Wednesday, 12 March 2025 – 18:42

Is the NHS in crisis?

Not a day goes by without the news of strike action; Royal Mail and Rail workers, Teachers, Nurses and Ambulance staff to name but a few. Most of those striking are asking for pay at a level with, or just above the current inflation rate. With inflation expected to continue to rise, this pay demand may just not be enough and the backlash from politicians and the media ever increasing.

Rather than focusing on the actual strikes, I am going to talk about our NHS workers and the huge pressures that they are all under.

A report published by the NHS at the end of November detailed that just over 31 million non-Covid related GP appointments took place in October, the majority of which were face to face. Latest reports of GP numbers say there were 36,733 GPs as of October; that is about 980 appointments per GP, per month. GP numbers according to a report by the BMA (British Medical Association), have been starting to decline since 2015; the NHS has lost 1,896 GPs since 2015, 598 of them having left since October 2021. 

In 2020 the government sought to reverse this by pledging to recruit an additional 6,000 extra GPs by 2024; yet, as the numbers above suggest, this hasn’t been working out.

Why are they leaving? The BMA report suggests that the number of GPs switching to part-time hours is increasing because GPs are trying to avoid burnout, ill health and stress due to increased pressures. Many of the GPs who have switched to part time hours are reporting that they are having to work extra unpaid hours due to increased workload, with 16% of respondents to a BMA survey planning to quit once the pandemic is over.

What is this extra workload the GPs are facing? Well, of course the fact that GPs are leaving means that the remaining GPs are having to pick up the slack, but this is by no means the main reason.
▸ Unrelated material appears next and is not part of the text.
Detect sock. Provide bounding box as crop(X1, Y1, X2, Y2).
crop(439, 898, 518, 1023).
Patient numbers are increasing, there are now 0.44 GPs per 1,000 patients, down from 0.52 in 2015. The average number of patents a GP is responsible for has climbed by 17% from 2015 to 2,260. Appointments are also rising by 13% between the months of September and October.
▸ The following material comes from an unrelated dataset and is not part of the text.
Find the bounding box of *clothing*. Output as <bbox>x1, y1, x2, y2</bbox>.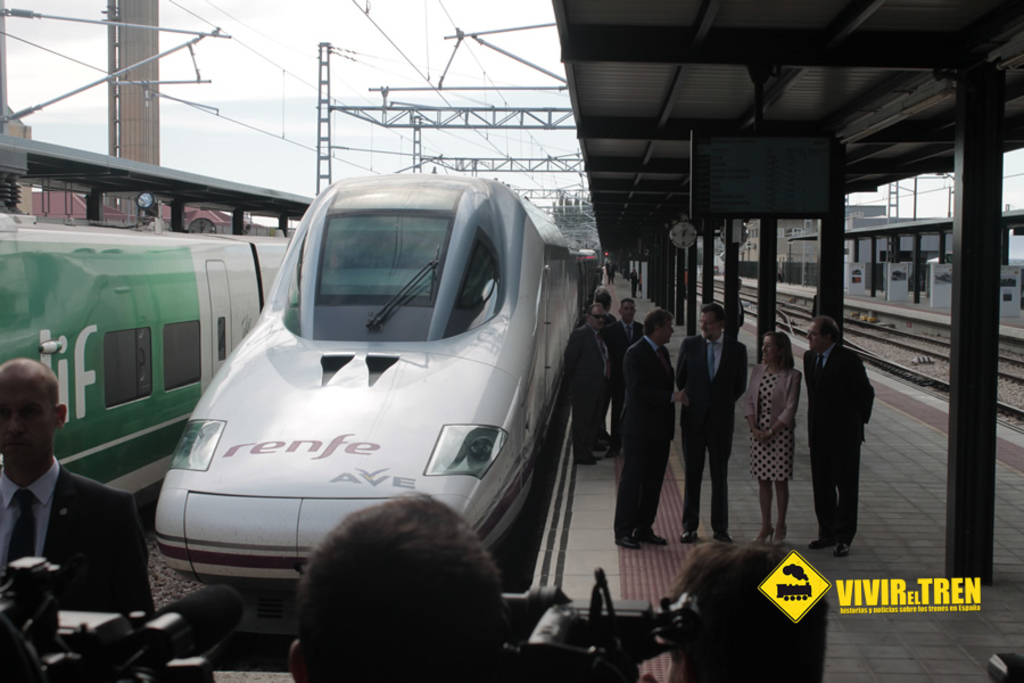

GP surgeries are by no means the only sector of the NHS that is reaching breaking point. The massive decrease in hospital beds coupled with an increasing elderly population needing longer term NHS care is also increasing.

According to a report by the Kings Fund the total number of hospital beds in England has halved over the past 30 years while the number of patients needing treatment has gone up, so much so the UK has the lowest number of acute hospital beds relative to its population of any comparable health system in the western world. 

Overnight and acute bed hospital stays even before COVID-19 reached an average of 90.2% and 95% in the winter which is way above the levels that are considered safe. The report further detailed how, since the pandemic, growing staff shortages and squeezing of the NHS budget things could get worse.

The NHS treatment waiting list has now reached 7 million; although exacerbated by the pandemic; this number was rising well before it started. The strikes are symptomatic of a problem that has been plaguing the NHS for years. With PM Rishi Sunak announcing that his government is working on ‘tough’ new anti-strike laws and hinting at the possibility that nurses could be banned from striking, the problem of NHS underfunding is unlikely to be solved and reports suggest that the funding shortfall could reach £7 billion next year. Over the last 10 years, NHS funding rose by 1.4% on average per year,  which is way off the average 3.7% per year rise since its founding. Stopping strikes and not meeting the demands of NHS workers is likely to mean more workers will just leave and push the NHS into further crisis.